By the way, you cannot safely use floats when calculating currency values. You will lose precision, and very possibly end up with totals that do not exactly match the inputs.
Update: Here are two functions you could use to verify your input and to convert it into a decimal-point representation.
function validateCurrency($string)
{
return preg_match('/^\$?(\d{1,3})(,\d{3})*(.\d{2})?$/', $string) ||
preg_match('/^\$?\d+(.\d{2})?$/', $string);
}
function makeCurrency($string)
{
$newstring = "";
$array = str_split($string);
foreach($array as $char)
{
if (($char >= '0' && $char <= '9') || $char == '.')
{
$newstring .= $char;
}
}
return $newstring;
}
The first function will match the bulk of currency formats you can expect "$99", "99,999.00", etc. It will not match ".00" or "99.", nor will it match most European-style numbers (99.999,00). Use this on your original string to verify that it is a valid currency string.

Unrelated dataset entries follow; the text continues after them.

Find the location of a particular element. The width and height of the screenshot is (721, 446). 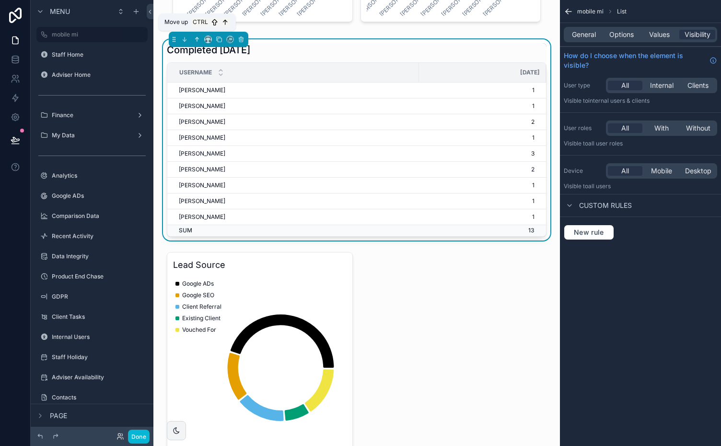

span: How do I choose when the element is visible? is located at coordinates (635, 60).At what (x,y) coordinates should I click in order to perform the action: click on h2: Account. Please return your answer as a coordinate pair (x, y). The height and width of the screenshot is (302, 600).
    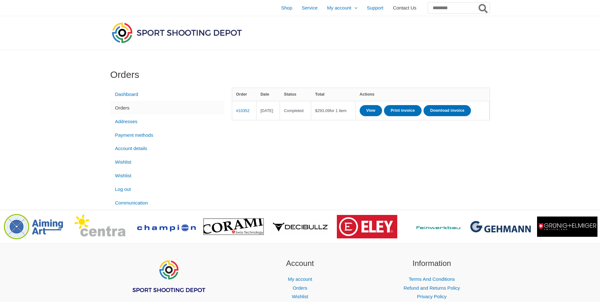
    Looking at the image, I should click on (300, 263).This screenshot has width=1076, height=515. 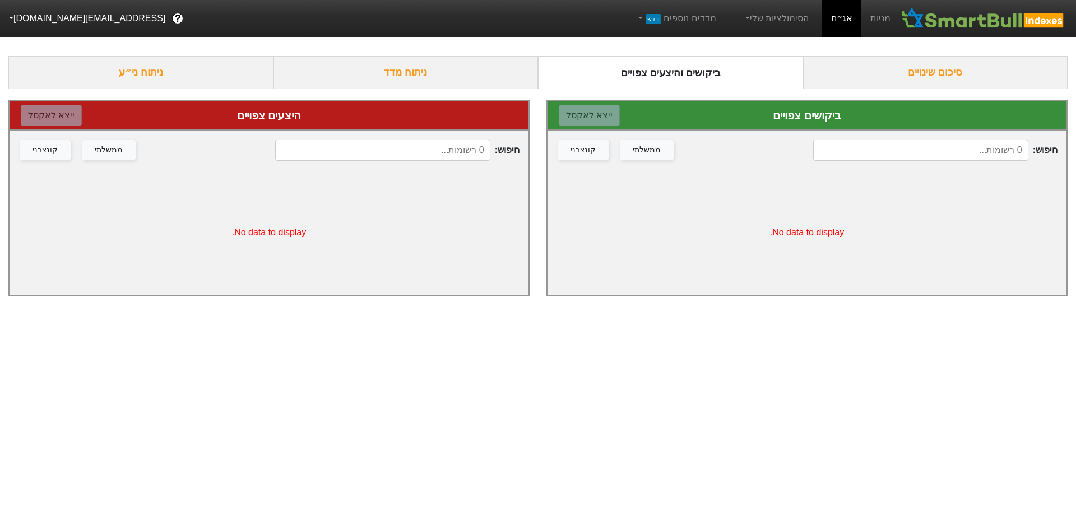 What do you see at coordinates (983, 19) in the screenshot?
I see `img: SmartBull` at bounding box center [983, 19].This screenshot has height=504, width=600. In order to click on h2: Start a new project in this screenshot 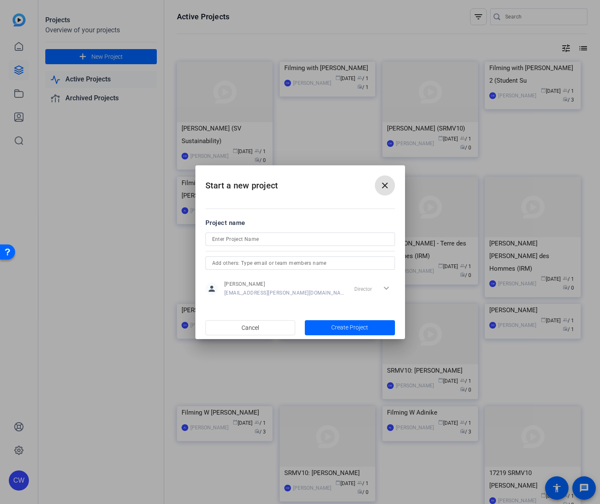, I will do `click(300, 182)`.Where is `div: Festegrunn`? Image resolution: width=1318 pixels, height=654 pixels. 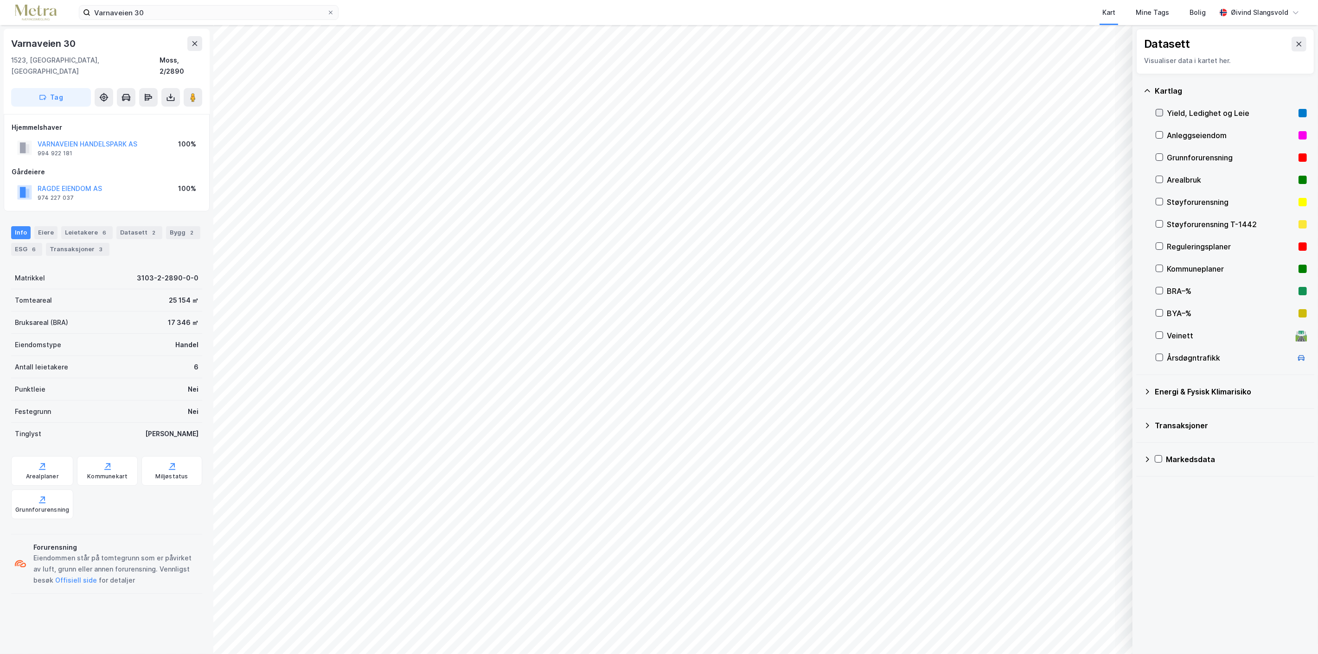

The second function will just strip out everything except digits and decimal points. Note that by itself it may still return invalid strings (e.g. "", "....", and "abc" come out as "", "....", and ""). Use this to eliminate extraneous commas once the string is validated, or possibly use this by itself if you want to skip validation.
You don't ever want to represent monetary values as floats!
For example, take the following (seemingly straight forward) code:
$x = 1.0;
for ($ii=0; $ii < 10; $ii++) {
$x = $x - .1;
}
var_dump($x);
You might assume that it would produce the value zero, but that is not the case. Since $x is a floating point, it actually ends up being a tiny bit more than zero (1.38777878078E-16), which isn't a big deal in itself, but it means that comparing the value with another value isn't guaranteed to be correct. For example $x == 0 would produce false.
http://p2p.wrox.com/topic.asp?TOPIC_ID=3099
goes through it step by step
[edit] typical...the site seems to be down now... :(
not a one liner, but if you strip out the ','s you can do: (this is pseudocode)
m/^\$?(\d+)(?:\.(\d\d))?$/
$value = $1 + $2/100;
That allows $9.99 but not $9. or $9.9 and fails to complain about missplaced thousands separators (bug or feature?)
There is a potential 'locality' issue here because you are assuming that thousands are done with ',' and cents as '.' but in europe it is opposite (e.g. 1.000,99)
I recommend not to use a float for storing currency values. You can get rounding errors if the sum gets large. (Ok, if it gets very large.)
Better use an integer variable with a large enough range, and store the input in cents, not dollars.
I belive that you can accomplish this with printf, which is similar to the c function of the same name. its parameters can be somewhat esoteric though. you can also use php's number_format function
Assuming that you are getting real money values, you could simply strip characters that are not digits or the decimal point:
(pseudocode)
newnumber = replace(oldnumber, /[^0-9.]/, //)
Now you can convert using something like
double(newnumber)
However, this will not take care of strings such as "5.6.3" and other such non-money strings. Which raises the question, "Do you need to handle badly formatted strings?"